Saturday, March 5, 2022

Virtual Pitchfest

 

I know I’ve made no secret of my caustic relationship with FadeIn Magazine and their subsidiaries (like GreenLightMyMovie.com), but they have their own pitchfest (Hollywood Pitchfest… which actually takes places in L.A., instead of the PitchFest I went to in 2015, which was in Burbank... I would hyperlink them, but it seems they let their domain name expire and their website is nonexistent... a Google search didn't even bring them up... so... looks like FadeIn is now the only game in town). To my knowledge, these are the only two pitchfests available to writers in America (or elsewhere).

I could be wrong, but I seem to remember doing my research back in 2015 and this being the case.


At any rate, it’s usually around this time of the year (spring-ish) that I start thinking,

“Man, I haven’t done any writing since last summer and I feel like garbage because of it. I also haven’t done anything to try and further my writing career in over a year and I am getting nervous that I am losing my momentum and that my window is closing… due to age, how long ago I wrote the material I am pitching, the relevance of my scripts (due to the social climate, trends, etc.) and a bunch of other factors.”

 

That is the mindset I am in now.

 

So I am considering FadeIn’s Virtual Pitchfest (which takes place April 8th – 11th).

 

I like the idea of a virtual pitchfest: I don’t have to blow about $1,500 on a plane ticket, a hotel, Ubers, etc. And I can put on a long sleeve dress shirt, sweater vest and tie… and have my pajama bottoms on underneath. Plus I will be in the comfort and security of my home and won’t feel the pressure of being scrutinized live and in-person before an agent, producer, etc.

 

However, there is the price to consider.

 

Here are the prices as they stand now:

 

10 meetings = $395

 

15 meetings = $495

 

5 meetings = $295

 

All of which are fairly steep considering: a.) I just bought a new car (and my monthly payments of $378 being April 4th), b.) my rent goes up $20 starting April 1st, c.) unless the wheels of bureaucracy move fast (ha!), and my loans are forgiven before then, I will have to start paying back my student loans to the federal government on May 1st.

 

All this, plus I am trying to build my nest egg for summer (because, as a teacher, I do not work for 2.5 months out of the year… I do, at my new job, get paid during those months, but I try not to rely on that for a number of reasons).

 

So, my conundrum is this: do I take the 5 pitches and spend $300 just to see what this pitchfest is like (and if it is bogus or not) and pitch only Personal Demons (my most marketable script and the passion project I am trying to get produced) and put myself into more credit card debt (I’m already in the hole for a number of car-related things, plus my grad school tuition, plus incidental expenses, some of them necessary adulting stuff, some of them post-adolescent fun stuff that makes adulting tolerable).

 

Or do I wait a year (when Muscles and Wine will most likely be finished and I will then have two marketable scripts of two completely different genres) when I could possible afford more than just the 5 pitches and will (hopefully) be in a better financial place?

 

I say this and, perhaps, in a year I will not be in a better financial place.

I hope I will, though, as I am getting a raise at work (two raises, actually, when I get my second Masters) and I will (hopefully) have college classes to teach (as an adjunct) at night. I will also have fallen into a rhythm with my car payments at that point. But, I’ve decided, whatever my financial situation is a year from now (if I don’t do the pitchfest this year), it doesn’t matter. As long as it’s not dire, I will put myself into credit card debt next year in order to do this pitchfest if I don’t this year.

 

I figure a year is enough time for me to ignore excuses and just take the leap.

 

I also have to consider that, next year, they may not offer virtual pitchfests.

 

I tend to think they will, though. I seem to remember them offering virtual pitchfests even when we weren’t under a pandemic.

And, sadly, I don’t think this pandemic will have fully subsided before next year.

 

What say you?

 

(I write this assuming that anyone is actually reading this… though my nearly 10 years of posting on this blog have told me, through people responding to posts, that some folks actually are reading this, as it’s linked to my Amazon and Goodreads account, so…).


Below are entries. Reproduce exactly the lines between the line holding "In order to click on a: Luxury" and the line holding "This screenshot has width=684, height=325.", inclusive, and only those.

■ Saved entries:
%%

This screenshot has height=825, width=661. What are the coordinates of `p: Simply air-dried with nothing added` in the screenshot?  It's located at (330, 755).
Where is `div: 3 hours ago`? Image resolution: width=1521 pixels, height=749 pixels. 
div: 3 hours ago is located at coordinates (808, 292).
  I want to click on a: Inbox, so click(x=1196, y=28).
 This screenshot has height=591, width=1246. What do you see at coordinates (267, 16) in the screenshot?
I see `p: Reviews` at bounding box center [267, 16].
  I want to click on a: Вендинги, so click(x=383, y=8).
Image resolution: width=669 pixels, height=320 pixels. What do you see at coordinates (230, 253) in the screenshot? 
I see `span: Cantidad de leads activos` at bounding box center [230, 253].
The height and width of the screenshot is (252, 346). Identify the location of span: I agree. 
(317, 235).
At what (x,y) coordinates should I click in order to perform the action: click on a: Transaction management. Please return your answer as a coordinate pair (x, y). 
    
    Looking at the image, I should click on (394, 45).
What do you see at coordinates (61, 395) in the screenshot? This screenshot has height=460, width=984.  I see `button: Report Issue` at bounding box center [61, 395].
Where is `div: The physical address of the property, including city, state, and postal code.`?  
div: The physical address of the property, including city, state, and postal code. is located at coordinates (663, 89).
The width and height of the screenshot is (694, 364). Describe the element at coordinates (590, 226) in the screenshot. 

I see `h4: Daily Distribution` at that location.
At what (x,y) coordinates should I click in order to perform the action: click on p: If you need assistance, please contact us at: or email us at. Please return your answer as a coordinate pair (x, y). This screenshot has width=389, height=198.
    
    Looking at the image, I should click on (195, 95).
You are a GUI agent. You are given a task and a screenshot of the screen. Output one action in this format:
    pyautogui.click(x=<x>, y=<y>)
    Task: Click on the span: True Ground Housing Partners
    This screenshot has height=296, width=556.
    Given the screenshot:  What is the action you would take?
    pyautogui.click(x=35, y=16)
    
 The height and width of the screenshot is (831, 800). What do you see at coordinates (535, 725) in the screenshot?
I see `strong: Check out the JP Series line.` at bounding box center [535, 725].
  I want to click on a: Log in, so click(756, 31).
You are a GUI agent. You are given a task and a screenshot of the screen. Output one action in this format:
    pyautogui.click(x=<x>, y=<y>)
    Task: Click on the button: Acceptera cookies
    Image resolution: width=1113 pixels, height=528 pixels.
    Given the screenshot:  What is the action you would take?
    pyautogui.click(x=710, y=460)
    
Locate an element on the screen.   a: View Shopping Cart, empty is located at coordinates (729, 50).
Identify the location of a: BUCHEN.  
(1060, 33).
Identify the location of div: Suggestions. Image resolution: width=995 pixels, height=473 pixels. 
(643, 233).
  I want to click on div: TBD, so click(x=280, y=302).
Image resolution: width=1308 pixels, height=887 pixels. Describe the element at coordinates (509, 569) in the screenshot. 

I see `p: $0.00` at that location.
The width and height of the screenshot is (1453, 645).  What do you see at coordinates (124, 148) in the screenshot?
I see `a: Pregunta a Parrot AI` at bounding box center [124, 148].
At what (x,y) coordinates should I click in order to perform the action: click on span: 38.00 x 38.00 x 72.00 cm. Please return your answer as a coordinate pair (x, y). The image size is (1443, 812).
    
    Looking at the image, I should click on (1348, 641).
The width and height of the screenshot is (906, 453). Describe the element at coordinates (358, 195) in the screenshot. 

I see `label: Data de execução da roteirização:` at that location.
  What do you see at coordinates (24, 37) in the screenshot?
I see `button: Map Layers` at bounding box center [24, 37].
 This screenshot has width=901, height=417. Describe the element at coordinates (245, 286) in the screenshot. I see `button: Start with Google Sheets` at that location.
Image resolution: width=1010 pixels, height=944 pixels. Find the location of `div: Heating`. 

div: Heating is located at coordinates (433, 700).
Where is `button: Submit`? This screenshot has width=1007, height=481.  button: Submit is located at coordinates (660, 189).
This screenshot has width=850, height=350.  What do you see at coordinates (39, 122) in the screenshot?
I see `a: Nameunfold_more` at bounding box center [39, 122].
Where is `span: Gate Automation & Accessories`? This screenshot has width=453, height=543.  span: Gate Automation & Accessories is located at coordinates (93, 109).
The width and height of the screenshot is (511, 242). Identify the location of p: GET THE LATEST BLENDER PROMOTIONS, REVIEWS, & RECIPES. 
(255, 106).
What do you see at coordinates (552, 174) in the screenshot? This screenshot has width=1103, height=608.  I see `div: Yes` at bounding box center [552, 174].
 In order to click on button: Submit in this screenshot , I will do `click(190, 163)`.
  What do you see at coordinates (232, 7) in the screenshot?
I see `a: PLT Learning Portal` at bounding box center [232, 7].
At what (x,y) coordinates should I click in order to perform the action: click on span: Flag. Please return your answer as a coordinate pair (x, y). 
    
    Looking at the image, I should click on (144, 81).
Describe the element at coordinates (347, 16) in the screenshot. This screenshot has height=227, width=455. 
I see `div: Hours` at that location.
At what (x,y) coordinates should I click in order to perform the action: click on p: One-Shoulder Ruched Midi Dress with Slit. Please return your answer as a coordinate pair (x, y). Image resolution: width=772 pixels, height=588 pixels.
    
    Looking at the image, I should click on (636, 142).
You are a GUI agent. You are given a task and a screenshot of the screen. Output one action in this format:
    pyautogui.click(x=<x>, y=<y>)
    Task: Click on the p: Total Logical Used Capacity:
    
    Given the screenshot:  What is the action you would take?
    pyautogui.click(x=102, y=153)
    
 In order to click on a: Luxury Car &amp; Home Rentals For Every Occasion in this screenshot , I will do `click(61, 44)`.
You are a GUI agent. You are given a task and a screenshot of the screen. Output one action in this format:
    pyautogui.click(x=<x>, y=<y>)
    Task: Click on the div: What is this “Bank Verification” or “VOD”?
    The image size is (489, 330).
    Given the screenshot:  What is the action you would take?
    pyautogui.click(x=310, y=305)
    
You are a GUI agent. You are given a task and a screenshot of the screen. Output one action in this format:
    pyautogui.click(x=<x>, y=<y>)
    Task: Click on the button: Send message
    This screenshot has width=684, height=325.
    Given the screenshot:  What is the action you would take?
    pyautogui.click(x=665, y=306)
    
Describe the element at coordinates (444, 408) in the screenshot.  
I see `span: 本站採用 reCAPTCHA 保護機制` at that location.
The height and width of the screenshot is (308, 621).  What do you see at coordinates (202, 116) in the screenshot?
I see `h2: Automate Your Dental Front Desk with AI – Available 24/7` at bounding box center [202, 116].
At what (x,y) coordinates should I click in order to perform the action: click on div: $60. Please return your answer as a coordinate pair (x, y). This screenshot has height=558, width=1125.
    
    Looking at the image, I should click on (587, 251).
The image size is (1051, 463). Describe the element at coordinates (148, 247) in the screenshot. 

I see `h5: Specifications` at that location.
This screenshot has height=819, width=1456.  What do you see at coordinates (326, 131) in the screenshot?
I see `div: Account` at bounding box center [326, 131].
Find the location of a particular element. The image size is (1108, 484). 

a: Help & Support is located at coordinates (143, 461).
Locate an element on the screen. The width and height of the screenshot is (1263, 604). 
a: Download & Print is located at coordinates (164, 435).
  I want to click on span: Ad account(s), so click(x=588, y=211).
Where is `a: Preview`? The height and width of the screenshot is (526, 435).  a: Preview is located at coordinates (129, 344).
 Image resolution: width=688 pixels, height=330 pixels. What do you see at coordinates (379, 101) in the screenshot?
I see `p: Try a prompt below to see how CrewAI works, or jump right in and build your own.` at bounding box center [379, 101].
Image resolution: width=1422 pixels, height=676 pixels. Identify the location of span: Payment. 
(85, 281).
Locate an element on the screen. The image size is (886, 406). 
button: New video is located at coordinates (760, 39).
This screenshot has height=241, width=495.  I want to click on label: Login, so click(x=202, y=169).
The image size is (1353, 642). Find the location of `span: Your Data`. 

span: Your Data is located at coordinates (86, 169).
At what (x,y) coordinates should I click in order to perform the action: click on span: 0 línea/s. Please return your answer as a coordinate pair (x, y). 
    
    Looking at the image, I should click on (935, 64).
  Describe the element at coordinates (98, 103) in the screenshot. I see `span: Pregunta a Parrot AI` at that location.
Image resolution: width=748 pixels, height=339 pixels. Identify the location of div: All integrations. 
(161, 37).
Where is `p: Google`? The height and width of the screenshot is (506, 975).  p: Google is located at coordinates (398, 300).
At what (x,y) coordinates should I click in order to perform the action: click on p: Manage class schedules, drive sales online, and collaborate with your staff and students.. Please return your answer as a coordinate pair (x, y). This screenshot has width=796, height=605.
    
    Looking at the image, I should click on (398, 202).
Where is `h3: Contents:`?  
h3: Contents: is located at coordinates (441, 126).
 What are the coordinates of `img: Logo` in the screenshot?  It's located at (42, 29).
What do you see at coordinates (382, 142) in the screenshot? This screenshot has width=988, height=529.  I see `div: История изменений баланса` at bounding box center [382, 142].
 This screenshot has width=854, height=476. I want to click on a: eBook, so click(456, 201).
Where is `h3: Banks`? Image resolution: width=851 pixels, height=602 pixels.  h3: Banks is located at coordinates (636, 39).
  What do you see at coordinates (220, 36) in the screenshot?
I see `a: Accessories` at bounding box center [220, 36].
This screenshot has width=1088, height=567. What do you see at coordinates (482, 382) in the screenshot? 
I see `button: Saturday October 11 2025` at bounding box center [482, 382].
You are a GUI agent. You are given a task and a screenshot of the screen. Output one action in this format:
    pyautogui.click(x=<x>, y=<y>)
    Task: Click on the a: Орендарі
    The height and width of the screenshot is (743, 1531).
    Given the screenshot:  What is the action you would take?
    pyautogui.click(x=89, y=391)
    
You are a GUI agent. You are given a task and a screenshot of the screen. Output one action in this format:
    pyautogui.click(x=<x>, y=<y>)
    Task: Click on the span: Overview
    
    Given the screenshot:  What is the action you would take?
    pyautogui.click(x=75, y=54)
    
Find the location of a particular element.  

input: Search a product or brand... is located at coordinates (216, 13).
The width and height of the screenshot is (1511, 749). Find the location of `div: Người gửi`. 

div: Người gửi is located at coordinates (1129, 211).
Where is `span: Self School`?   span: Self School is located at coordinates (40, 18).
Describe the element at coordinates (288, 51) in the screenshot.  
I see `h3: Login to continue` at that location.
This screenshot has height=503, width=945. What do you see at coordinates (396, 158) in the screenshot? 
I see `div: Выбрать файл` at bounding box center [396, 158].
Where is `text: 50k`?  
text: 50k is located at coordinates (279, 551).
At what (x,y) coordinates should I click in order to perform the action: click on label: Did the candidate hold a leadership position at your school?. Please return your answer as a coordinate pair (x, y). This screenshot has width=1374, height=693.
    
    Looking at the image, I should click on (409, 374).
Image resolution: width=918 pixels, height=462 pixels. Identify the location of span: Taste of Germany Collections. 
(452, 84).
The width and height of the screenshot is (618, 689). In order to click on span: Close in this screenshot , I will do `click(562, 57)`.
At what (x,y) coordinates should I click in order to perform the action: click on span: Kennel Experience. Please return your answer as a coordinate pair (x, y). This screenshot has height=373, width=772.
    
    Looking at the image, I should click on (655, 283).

%%

■ COMPLETED TASK:
 In order to click on a: Luxury Car &amp; Home Rentals For Every Occasion in this screenshot , I will do `click(61, 44)`.
You are a GUI agent. You are given a task and a screenshot of the screen. Output one action in this format:
    pyautogui.click(x=<x>, y=<y>)
    Task: Click on the div: What is this “Bank Verification” or “VOD”?
    The image size is (489, 330).
    Given the screenshot:  What is the action you would take?
    pyautogui.click(x=310, y=305)
    
You are a GUI agent. You are given a task and a screenshot of the screen. Output one action in this format:
    pyautogui.click(x=<x>, y=<y>)
    Task: Click on the button: Send message
    This screenshot has width=684, height=325.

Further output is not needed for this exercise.